ARNOLD KLING
August 14, 2011
The Top Political Contributors
August 11, 2011
Gender and the New Commanding Heights
August 11, 2011
Jamie Galbraith Makes an Assumption
August 11, 2011
Macroeconometrics: The Science of Hubris
August 10, 2011
Real and Nominal Bond Yields
BRYAN CAPLAN
August 14, 2011
The Effect of Thumb Sucking on Income
August 12, 2011
The Voice of Cold, Hard Truth to All Would-Be Educators
August 12, 2011
Ability, Morality, and Prosperity: A Paper and a Report
August 11, 2011
The Theory of Time and Frittering
August 10, 2011
Male Variance and the Remnants of the Gender Gap
DAVID HENDERSON
August 9, 2011
Hayek in "Unbroken", Part Two
August 8, 2011
Hayek in "Unbroken"
August 5, 2011
James Bovard on the Peace Corps
August 4, 2011
Summers Way Off on FDR and 1941
August 3, 2011
The "Amazon" Tax


A suggestion: some discussion about Green and Shapiro's 1994 book and responses.
In political science, discussions about the application of public choice tend to revolve around this book; it would be odd to walk away from a course on public choice without knowing anything about the big fight that has been going on in the next department on the same topic.
Public choice problems in Africa. How much of Africa's relative poverty can they explaine. Why are African governments worse than the governments of the rest of the world. (See the Shackled Continent).
Why the Roman Republic Fell. (Start with Sulla's dictatorship.)
How the existence of public choice problems complicates economists' solutions to externality problems.
Federalist Number 10.
If you're interested in a book on public opinion during war, two alternatives to Althouse would be Gelpi Feaver and Reifler and Berinsky.
http://press.princeton.edu/titles/8933.html
http://www.press.uchicago.edu/presssite/metadata.epl?mode=synopsis&bookkey=239482
This is only tenuously related, but, speaking of Autocracy, do you (or any of the commentariat) know of any modern public choice informed analysis of the Machiavelli's Prince and/or Commentaries?
Arrow's Possibility Theorem is a must. Arrow got the Nobel Prize for proving two things: that aggregating preferences over competitive markets lead to a general equilibrium, and that aggregating preferences in political markets cannot establish a stable equilibrium. Graduate economics teaches the former, but seldom the latter. Arrow, in his Nobel lecture (in the AER), puzzled over the neglect his public choice work had suffered, and wondered when it would be picked up again. Give him a hand, will you?
@Carl The EconGuy
Seriously? I've seen his impossibility result in first-year undergraduate courses. How on earth do you introduce welfare economics without it?
I note that it's already in Congleton's course (linked in Caplan's post), though.
You might consider David Friedman's course, Legal Systems Very Different From Ours.
How about doing an audio or video recording of your lectures?
"The Anatomy of Fascism" by Robert O. Paxton. More relevant for modern society than musings about Nazis.
Along with your Nazi and Communism discussion, you might want to include public choice applications to terrorism (there was a fairly recent issue of Public Choice devoted to this).
Public choice aspects of wealth redistribution could be a good topic to cover too. There are some good pieces by Tullock (e.g. The Charity of the Uncharitable; The Rhetoric and Reality of Redistribution), Buchanan, and a lot of the big names in public choice.
Either way, it looks like this is shaping up to be a great course.
Bryan,
You haven't included anything by Anthony de Jasay? You wouldn't really do that to your students would you?
Bryan,
I would suggest that you check out Russ Sobel's syllabus.
http://www.be.wvu.edu/divecon/econ/Sobel/Econ742Spring09.pdf
Section 8B on the growth of government might have some useful cites, for example.
From the perspective of helping students transition from student of public choice to scholar of public choice, what I really found useful about Russ's syllabus was how he could walk you through how his work built off the previous research. This is perhaps clearest with his research in section 5A.
So I would urge you to show how your work is responding to questions you had after reading the literature. You do this very well in the Myth of the Rational Voter and you could also do that with your idea trap paper and tiebout paper.
Good luck!
Mancur Olson - The Logic of Collective Action & The Rise And Decline of Nations. Totally awesome public choice demonstrations of the problems of democracy, with both theoretical arguments and empirical evidence.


Look below for the line containing "You are a GUI"; from there, print each line exactly up to and including the line containing "This screenshot has width=482, height=220.", and stop.

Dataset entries

____________

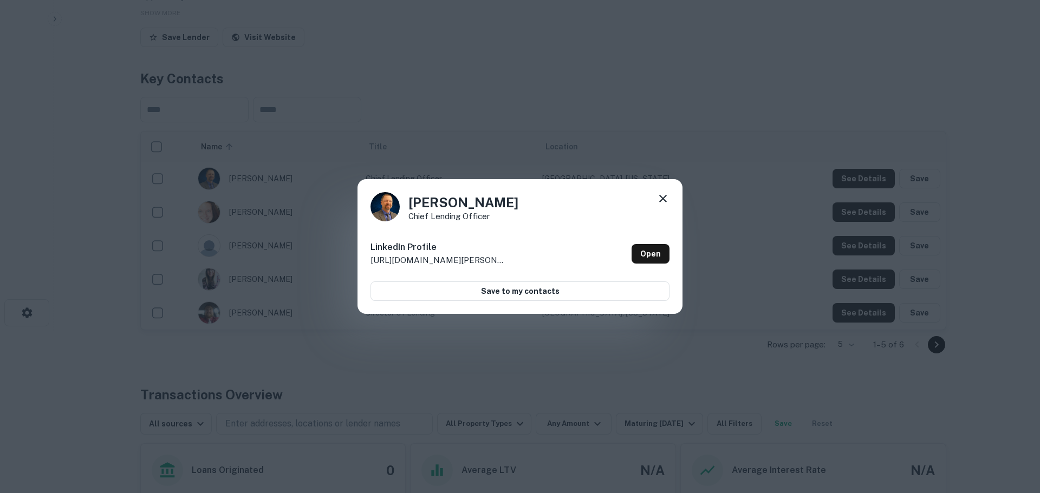 The width and height of the screenshot is (1040, 493). Describe the element at coordinates (1013, 433) in the screenshot. I see `div: Chat Widget` at that location.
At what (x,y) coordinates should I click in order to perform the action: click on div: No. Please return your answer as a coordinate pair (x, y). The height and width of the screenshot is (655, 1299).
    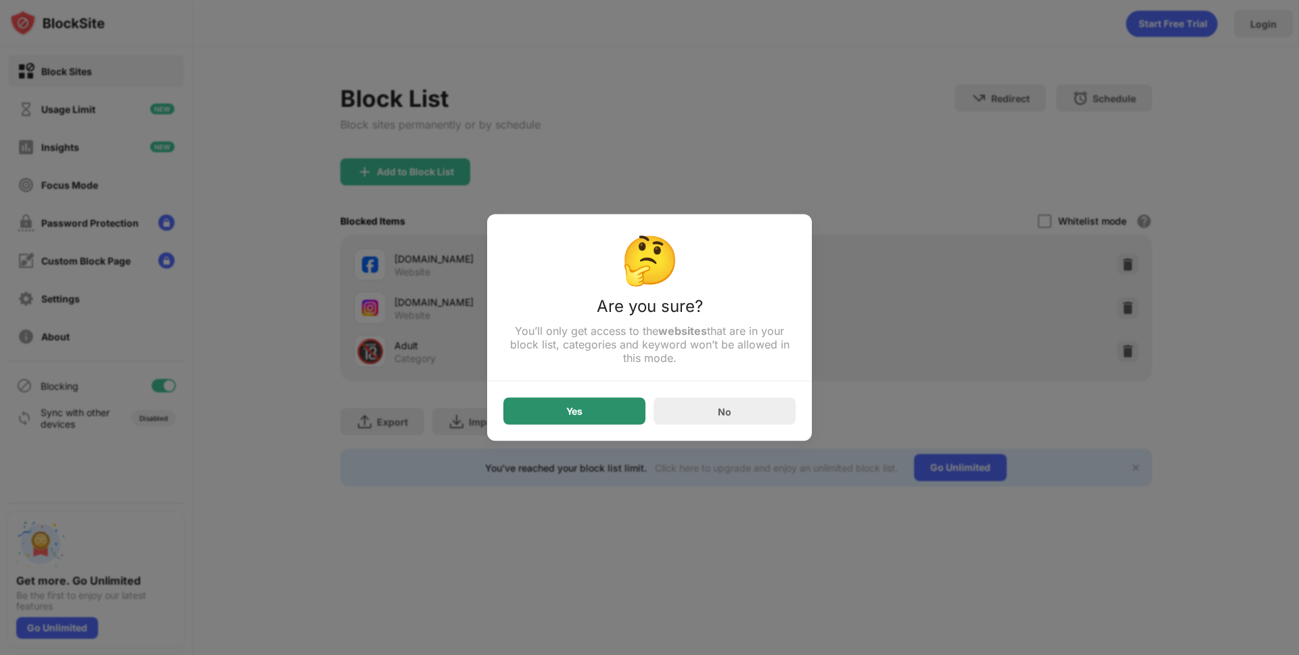
    Looking at the image, I should click on (725, 411).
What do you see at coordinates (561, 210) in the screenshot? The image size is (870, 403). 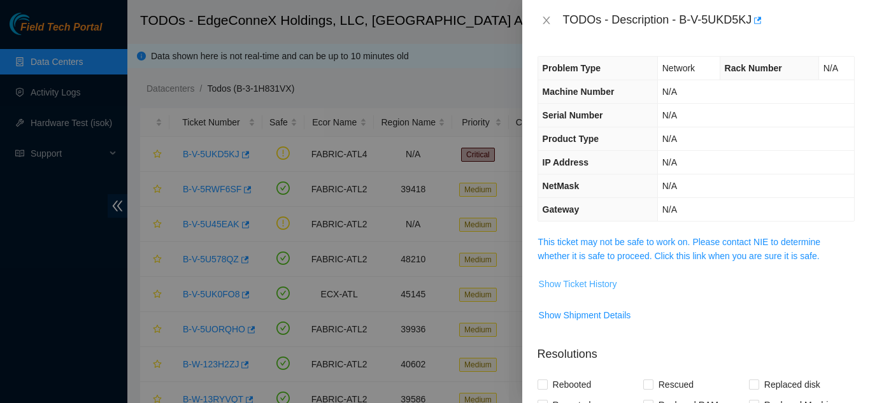 I see `span: Gateway` at bounding box center [561, 210].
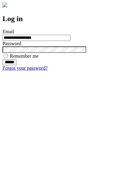 Image resolution: width=138 pixels, height=182 pixels. Describe the element at coordinates (8, 32) in the screenshot. I see `label: Email` at that location.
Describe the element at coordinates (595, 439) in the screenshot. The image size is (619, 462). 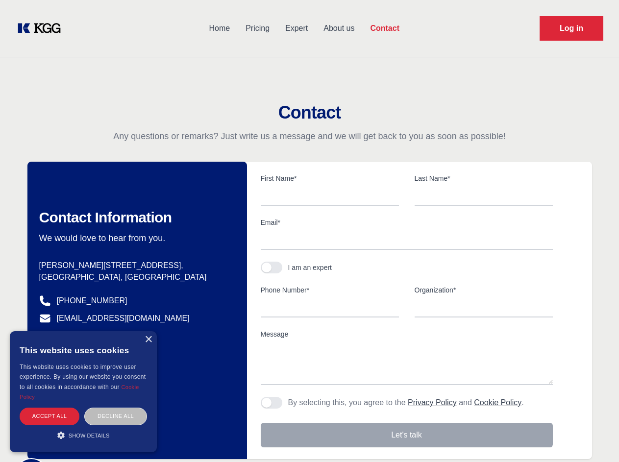
I see `div: Chat Widget` at that location.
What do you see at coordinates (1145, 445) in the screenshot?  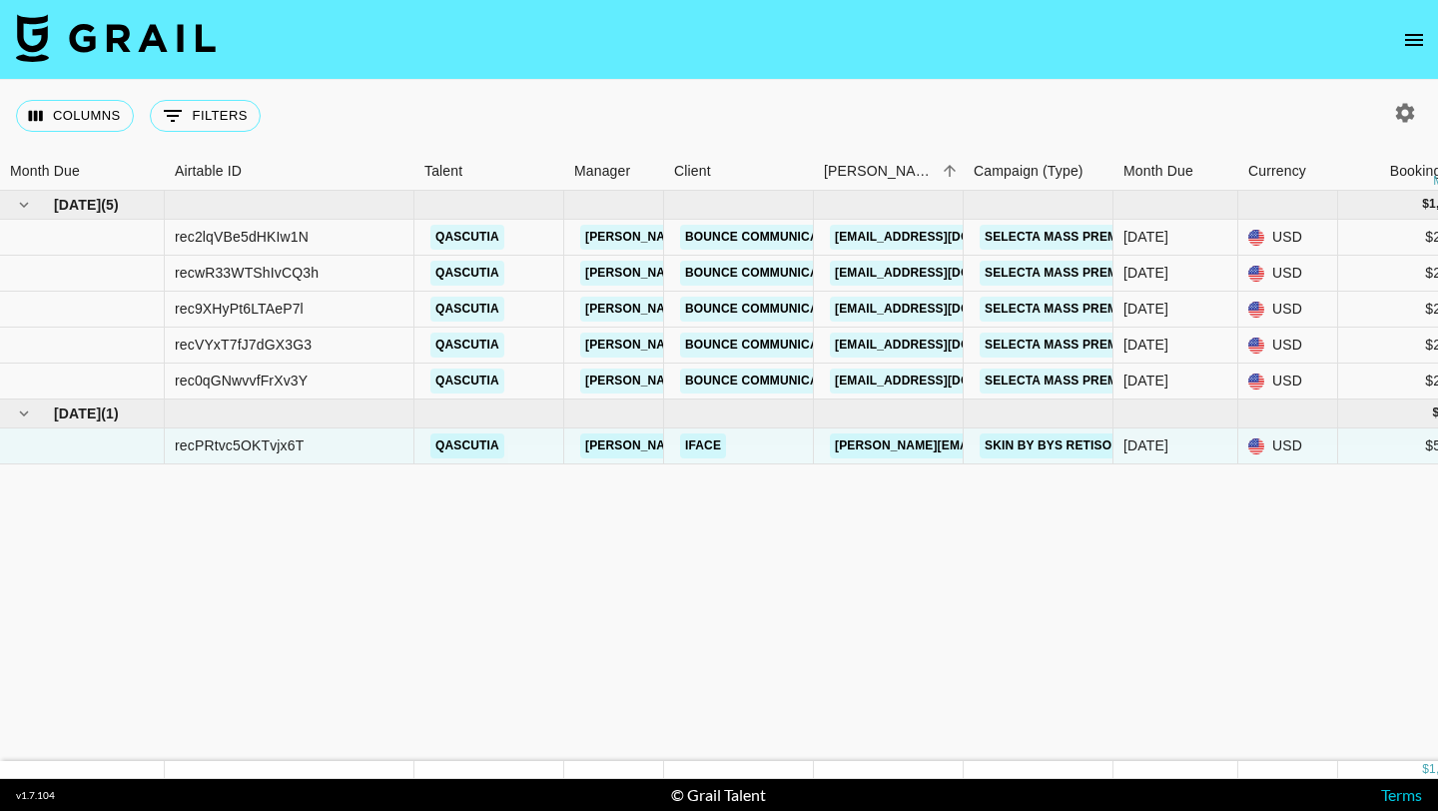 I see `div: Aug '25` at bounding box center [1145, 445].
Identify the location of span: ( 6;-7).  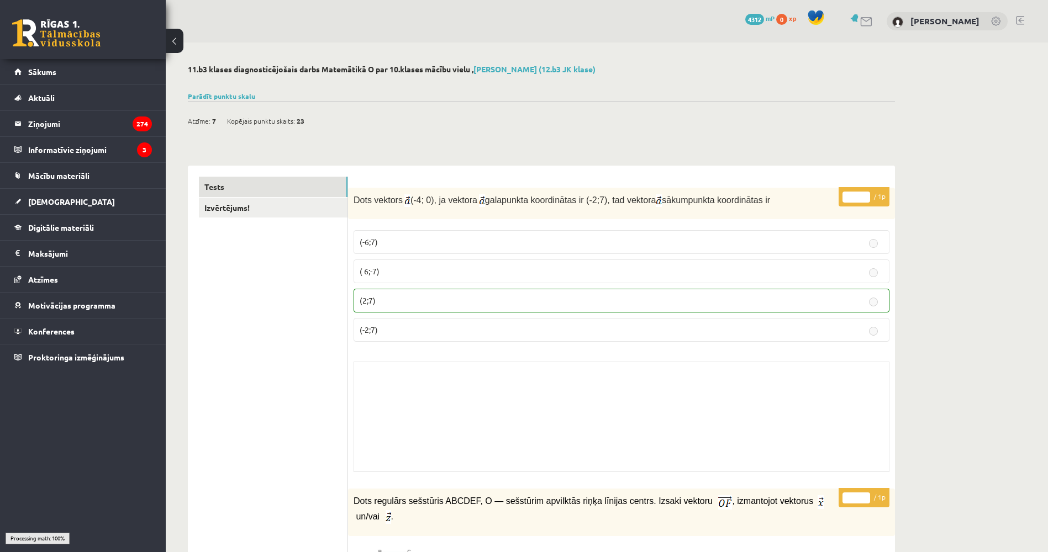
(369, 271).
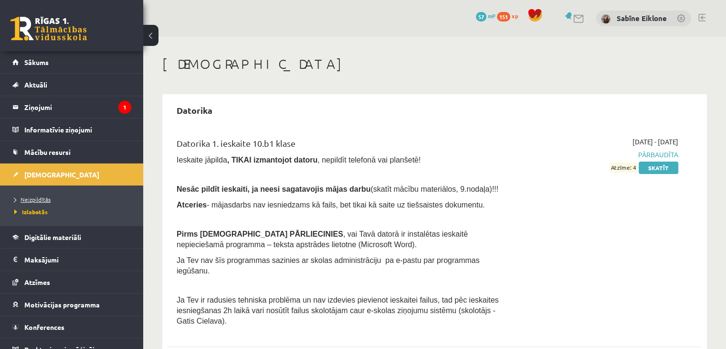  What do you see at coordinates (72, 259) in the screenshot?
I see `a: Maksājumi` at bounding box center [72, 259].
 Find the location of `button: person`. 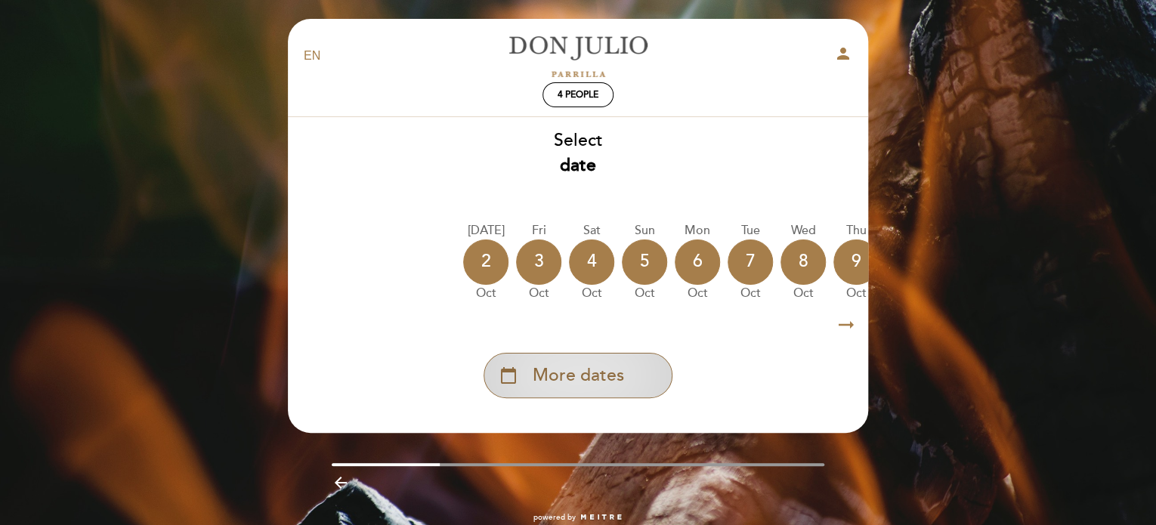

button: person is located at coordinates (843, 56).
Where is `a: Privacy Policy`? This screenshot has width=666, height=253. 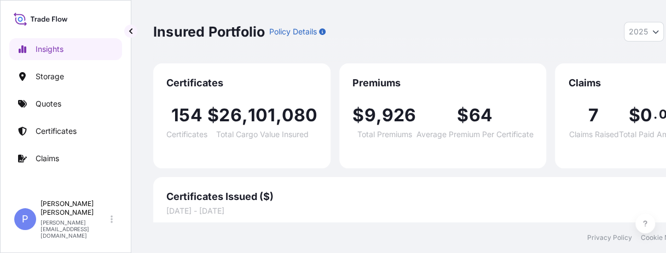 a: Privacy Policy is located at coordinates (610, 238).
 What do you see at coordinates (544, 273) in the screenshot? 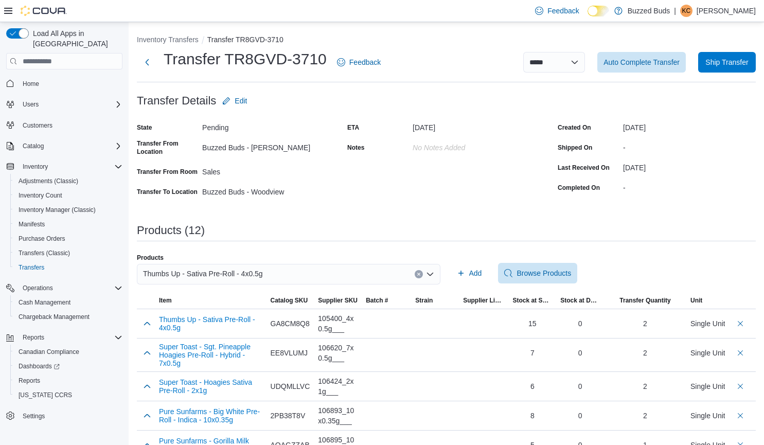
I see `span: Browse Products` at bounding box center [544, 273].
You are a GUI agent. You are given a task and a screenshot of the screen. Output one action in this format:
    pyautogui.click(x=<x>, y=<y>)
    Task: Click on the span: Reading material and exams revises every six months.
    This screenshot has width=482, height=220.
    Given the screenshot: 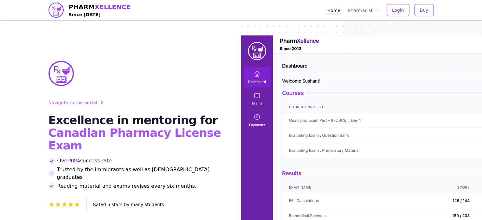 What is the action you would take?
    pyautogui.click(x=127, y=186)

____________

**Response below:**
You are a GUI agent. You are given a task and a screenshot of the screen. Output one action in this format:
    pyautogui.click(x=<x>, y=<y>)
    Task: Click on the span: Reading material and exams revises every six months.
    This screenshot has width=482, height=220.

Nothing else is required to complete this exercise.